Item #23233 South African Colonialism and Public Space in Muizenberg, Cape Town, 1942. Cape Town, Colonial.
South African Colonialism and Public Space in Muizenberg, Cape Town, 1942
South African Colonialism and Public Space in Muizenberg, Cape Town, 1942
South African Colonialism and Public Space in Muizenberg, Cape Town, 1942
South African Colonialism and Public Space in Muizenberg, Cape Town, 1942
South African Colonialism and Public Space in Muizenberg, Cape Town, 1942
South African Colonialism and Public Space in Muizenberg, Cape Town, 1942
South African Colonialism and Public Space in Muizenberg, Cape Town, 1942

South African Colonialism and Public Space in Muizenberg, Cape Town, 1942

Photograph

Unknown photographer, Muizenberg photo archive, 1942, documents a Cape Town seaside suburb during the late colonial period, before apartheid became formal state policy in 1948 but after generations of racial hierarchy had already shaped land, labor, movement, and public amenities in South Africa. The photographs record Muizenberg’s resort landscape through mountainside views, beachfront play areas, promenades, shopping streets, pedestrians, automobiles, and a street scene with Black locals, providing insight into how leisure infrastructure and everyday public space operated within a segregated colonial society. Muizenberg had earlier entered imperial history through the 1795 British campaign against the Dutch Cape Colony, and the extension of the railway to Muizenberg in the late nineteenth century helped turn it into a major seaside destination for Cape Town day-trippers and holiday visitors.

Twelve black-and-white and sepia photographs, each approximately 3½ x 2½ inches, Muizenberg, Cape Town, South Africa, 1942. Several versos carry contemporary inscriptions locating and dating the views, including “Muizenberg / Sept. 1942.” Four bird’s-eye views look down from the mountainside across the gridded beachfront town to False Bay, surf lines, colonial-era buildings, roadways, and the beach, with one image including a man standing in the foreground. Three photographs center on a sandy beachfront playground with metal slides, swings, bathing boxes, nearby buildings, and parked automobiles. Other scenes show shopping plazas, pedestrians, motor traffic, shop signs, and theater signage in the commercial streets. The most socially pointed image shows primarily Black pedestrians crossing a street toward a small plaza; the photograph documents Black presence within the town’s public landscape, although the supplied evidence does not confirm that the specific site was formally segregated.

The archive’s value lies in its concise record of how colonial Muizenberg appeared on the ground during World War II: an ordered leisure suburb of beach facilities, automobile access, commercial streets, and elevated scenic viewpoints, alongside the less centered but visible presence of Black residents or workers in urban space. Its beach and town views are especially relevant to the study of South African public space before formal apartheid, when older colonial and municipal practices already structured access and visibility along racial lines. Minor wear, light curling, and contemporary inscriptions on several versos; overall very good. Focused Cape Town photo archive preserving Muizenberg’s wartime resort environment, from False Bay overviews and beach recreation to the street-level setting in which colonial leisure and racial hierarchy coexisted.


EXERCISE DIRECTIONS: Set down all of the data that follows word for word, without the images.

++++ DATA SECTION

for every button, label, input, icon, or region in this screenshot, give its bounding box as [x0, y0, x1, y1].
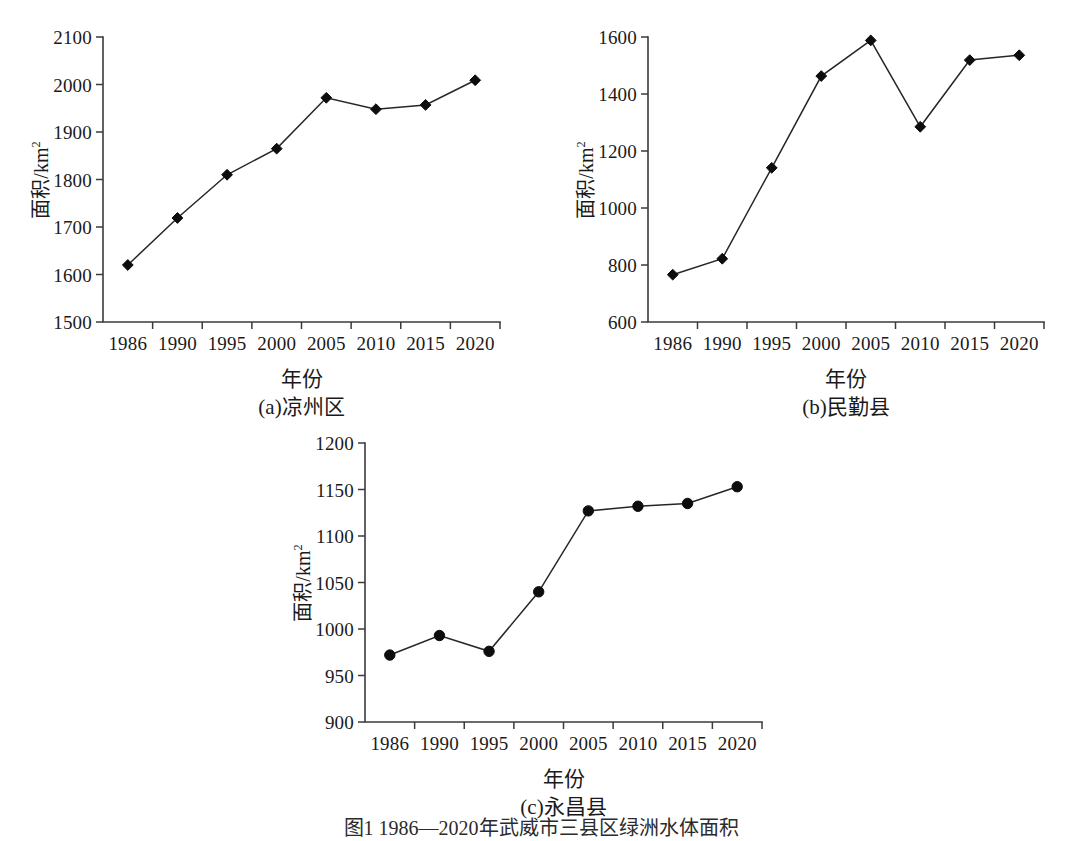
data-point-marker [385, 650, 395, 660]
data-point-marker [964, 55, 975, 66]
panel-minqin: 6008001000120014001600198619901995200020… [540, 0, 1082, 400]
data-point-marker [1014, 50, 1025, 61]
y-axis-title: 面积/km2 [28, 105, 54, 255]
series-line [390, 487, 737, 655]
y-tick-label: 900 [270, 713, 354, 732]
x-tick-label: 2010 [619, 734, 658, 753]
x-axis-title: 年份 [543, 762, 585, 792]
x-tick-label: 2005 [569, 734, 608, 753]
x-tick-label: 1986 [653, 334, 692, 353]
data-point-marker [371, 104, 382, 115]
x-tick-label: 2000 [519, 734, 558, 753]
panel-yongchang: 9009501000105011001150120019861990199520… [270, 410, 812, 800]
y-tick-label: 1200 [270, 434, 354, 453]
y-tick-label: 600 [540, 313, 637, 332]
data-point-marker [915, 121, 926, 132]
y-tick-label: 2000 [0, 75, 92, 94]
data-point-marker [633, 501, 643, 511]
x-tick-label: 2005 [851, 334, 890, 353]
x-axis-title: 年份 [281, 362, 323, 392]
x-tick-label: 1990 [420, 734, 459, 753]
figure-caption: 图1 1986—2020年武威市三县区绿洲水体面积 [344, 812, 739, 841]
y-tick-label: 950 [270, 666, 354, 685]
data-point-marker [816, 71, 827, 82]
data-point-marker [484, 646, 494, 656]
y-axis-title-superscript: 2 [291, 544, 305, 550]
x-tick-label: 1990 [158, 334, 197, 353]
y-axis-title-superscript: 2 [574, 141, 588, 147]
y-axis-title-text: 面积/km [30, 147, 52, 218]
panel-liangzhou: 1500160017001800190020002100198619901995… [0, 0, 540, 400]
data-point-marker [682, 498, 692, 508]
data-point-marker [667, 269, 678, 280]
x-tick-label: 2015 [406, 334, 445, 353]
y-axis-title: 面积/km2 [290, 508, 316, 658]
x-tick-label: 2000 [257, 334, 296, 353]
x-tick-label: 2020 [718, 734, 757, 753]
y-axis-title-superscript: 2 [29, 141, 43, 147]
y-tick-label: 800 [540, 256, 637, 275]
x-tick-label: 2010 [901, 334, 940, 353]
data-point-marker [434, 630, 444, 640]
x-tick-label: 1995 [752, 334, 791, 353]
y-axis-title-text: 面积/km [292, 550, 314, 621]
x-tick-label: 2000 [802, 334, 841, 353]
data-point-marker [533, 587, 543, 597]
y-axis-title-text: 面积/km [575, 147, 597, 218]
y-tick-label: 1600 [0, 265, 92, 284]
x-tick-label: 1986 [108, 334, 147, 353]
y-tick-label: 1400 [540, 85, 637, 104]
x-tick-label: 1986 [370, 734, 409, 753]
y-tick-label: 2100 [0, 28, 92, 47]
x-tick-label: 1995 [208, 334, 247, 353]
data-point-marker [865, 35, 876, 46]
y-tick-label: 1500 [0, 313, 92, 332]
axis-spine [648, 37, 1044, 322]
panel-caption-b: (b)民勤县 [802, 390, 890, 420]
x-tick-label: 2015 [950, 334, 989, 353]
y-tick-label: 1150 [270, 480, 354, 499]
data-point-marker [470, 75, 481, 86]
series-line [673, 40, 1020, 274]
y-axis-title: 面积/km2 [573, 105, 599, 255]
x-tick-label: 2010 [357, 334, 396, 353]
data-point-marker [732, 482, 742, 492]
data-point-marker [717, 253, 728, 264]
x-tick-label: 1995 [470, 734, 509, 753]
x-axis-title: 年份 [825, 362, 867, 392]
x-tick-label: 2020 [1000, 334, 1039, 353]
axis-spine [365, 443, 762, 722]
axis-spine [103, 37, 500, 322]
x-tick-label: 2020 [456, 334, 495, 353]
x-tick-label: 1990 [703, 334, 742, 353]
data-point-marker [583, 506, 593, 516]
y-tick-label: 1600 [540, 28, 637, 47]
data-point-marker [420, 100, 431, 111]
x-tick-label: 2005 [307, 334, 346, 353]
data-point-marker [766, 162, 777, 173]
x-tick-label: 2015 [668, 734, 707, 753]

++++++++

WRITTEN RESPONSE:
for every button, label, input, icon, or region in this screenshot, give its bounding box as [x0, y0, x1, y1].
data-point-marker [385, 650, 395, 660]
data-point-marker [964, 55, 975, 66]
panel-minqin: 6008001000120014001600198619901995200020… [540, 0, 1082, 400]
data-point-marker [1014, 50, 1025, 61]
y-axis-title: 面积/km2 [28, 105, 54, 255]
series-line [390, 487, 737, 655]
y-tick-label: 900 [270, 713, 354, 732]
x-tick-label: 2010 [619, 734, 658, 753]
x-axis-title: 年份 [543, 762, 585, 792]
x-tick-label: 2005 [569, 734, 608, 753]
x-tick-label: 1986 [653, 334, 692, 353]
data-point-marker [371, 104, 382, 115]
x-tick-label: 2000 [519, 734, 558, 753]
panel-yongchang: 9009501000105011001150120019861990199520… [270, 410, 812, 800]
y-tick-label: 1200 [270, 434, 354, 453]
y-tick-label: 600 [540, 313, 637, 332]
data-point-marker [915, 121, 926, 132]
y-tick-label: 2000 [0, 75, 92, 94]
data-point-marker [633, 501, 643, 511]
x-tick-label: 2005 [851, 334, 890, 353]
x-axis-title: 年份 [281, 362, 323, 392]
x-tick-label: 1990 [420, 734, 459, 753]
figure-caption: 图1 1986—2020年武威市三县区绿洲水体面积 [344, 812, 739, 841]
y-tick-label: 950 [270, 666, 354, 685]
data-point-marker [816, 71, 827, 82]
data-point-marker [484, 646, 494, 656]
y-axis-title-superscript: 2 [291, 544, 305, 550]
x-tick-label: 1990 [158, 334, 197, 353]
y-axis-title-superscript: 2 [574, 141, 588, 147]
y-axis-title-text: 面积/km [30, 147, 52, 218]
panel-liangzhou: 1500160017001800190020002100198619901995… [0, 0, 540, 400]
data-point-marker [682, 498, 692, 508]
data-point-marker [667, 269, 678, 280]
x-tick-label: 2015 [406, 334, 445, 353]
y-axis-title: 面积/km2 [290, 508, 316, 658]
x-tick-label: 2000 [257, 334, 296, 353]
x-tick-label: 2020 [718, 734, 757, 753]
y-axis-title-superscript: 2 [29, 141, 43, 147]
y-tick-label: 800 [540, 256, 637, 275]
x-tick-label: 2010 [901, 334, 940, 353]
data-point-marker [434, 630, 444, 640]
x-tick-label: 1995 [752, 334, 791, 353]
y-axis-title-text: 面积/km [292, 550, 314, 621]
x-tick-label: 2000 [802, 334, 841, 353]
data-point-marker [533, 587, 543, 597]
y-axis-title-text: 面积/km [575, 147, 597, 218]
y-tick-label: 1600 [0, 265, 92, 284]
x-tick-label: 1986 [108, 334, 147, 353]
y-tick-label: 1400 [540, 85, 637, 104]
x-tick-label: 1986 [370, 734, 409, 753]
y-tick-label: 2100 [0, 28, 92, 47]
x-tick-label: 1995 [208, 334, 247, 353]
data-point-marker [865, 35, 876, 46]
y-tick-label: 1500 [0, 313, 92, 332]
axis-spine [648, 37, 1044, 322]
panel-caption-b: (b)民勤县 [802, 390, 890, 420]
x-tick-label: 2015 [950, 334, 989, 353]
y-tick-label: 1150 [270, 480, 354, 499]
data-point-marker [470, 75, 481, 86]
series-line [673, 40, 1020, 274]
y-axis-title: 面积/km2 [573, 105, 599, 255]
x-tick-label: 2010 [357, 334, 396, 353]
data-point-marker [732, 482, 742, 492]
data-point-marker [717, 253, 728, 264]
x-tick-label: 1995 [470, 734, 509, 753]
x-axis-title: 年份 [825, 362, 867, 392]
x-tick-label: 2020 [1000, 334, 1039, 353]
axis-spine [365, 443, 762, 722]
axis-spine [103, 37, 500, 322]
x-tick-label: 2020 [456, 334, 495, 353]
x-tick-label: 1990 [703, 334, 742, 353]
data-point-marker [583, 506, 593, 516]
y-tick-label: 1600 [540, 28, 637, 47]
data-point-marker [420, 100, 431, 111]
x-tick-label: 2005 [307, 334, 346, 353]
data-point-marker [766, 162, 777, 173]
x-tick-label: 2015 [668, 734, 707, 753]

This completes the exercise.